As I think about all three of these smart, educated women, I am saddened that not one of them was able to come even close to achieving their dreams. While some might say that both Beth and Ruth had some adventure and travel in their short lives, it does not mitigate the fact that neither one of them was particularly interested in pursuing those fields. They were just jobs that were available to them from limited possibilities. Two of them died such tragic deaths while still in their 20s bringing even more sadness to their memories. Of course, you might say that these women were not creative in their thinking and could have reached their goals. But they were regular women with college educations just trying to make it in a world where the odds of success were stacked against them.
It makes me wonder about all of the women throughout history who were limited by patriarchal concerns. We know of the many ways that some of the more famous women like Marie Curie and Katherine Johnson were overlooked. But what about women’s daily lives throughout history? What about all of the missed opportunities for creativity, invention, and mere daily life satisfaction?
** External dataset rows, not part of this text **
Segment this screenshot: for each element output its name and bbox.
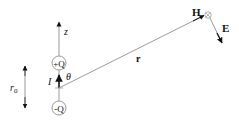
dipole-diagram: z +Q I θ -Q r0 r H <box>0 0 239 125</box>
separation-label: r0 <box>10 82 18 95</box>
electric-field: E <box>210 18 229 43</box>
z-axis-label: z <box>63 26 68 37</box>
positive-charge: +Q <box>52 56 66 70</box>
current-label: I <box>47 76 52 87</box>
negative-charge-label: -Q <box>54 104 64 114</box>
electric-field-label: E <box>222 22 229 34</box>
positive-charge-label: +Q <box>53 59 65 69</box>
radius-label: r <box>136 53 141 64</box>
negative-charge: -Q <box>52 101 66 115</box>
separation-arrow: r0 <box>10 66 25 108</box>
into-page-icon <box>205 12 211 18</box>
z-axis: z <box>59 22 68 56</box>
angle-theta-label: θ <box>66 71 71 82</box>
magnetic-field-label: H <box>192 6 201 18</box>
radius-vector: r <box>59 16 204 89</box>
While I have grown up during a different era with more choices available to women career-wise, we still have the vestiges of patriarchy continuing to control women’s access to employment opportunities, especially those at the top. I do not know when we will ever achieve full equality, but what I do know is that continuing to fight for that equality before the law is a major step in the process. I hope that one day my own daughter will be able to look back at her own life and have the ability to report that it was one of equal access to employment at all levels.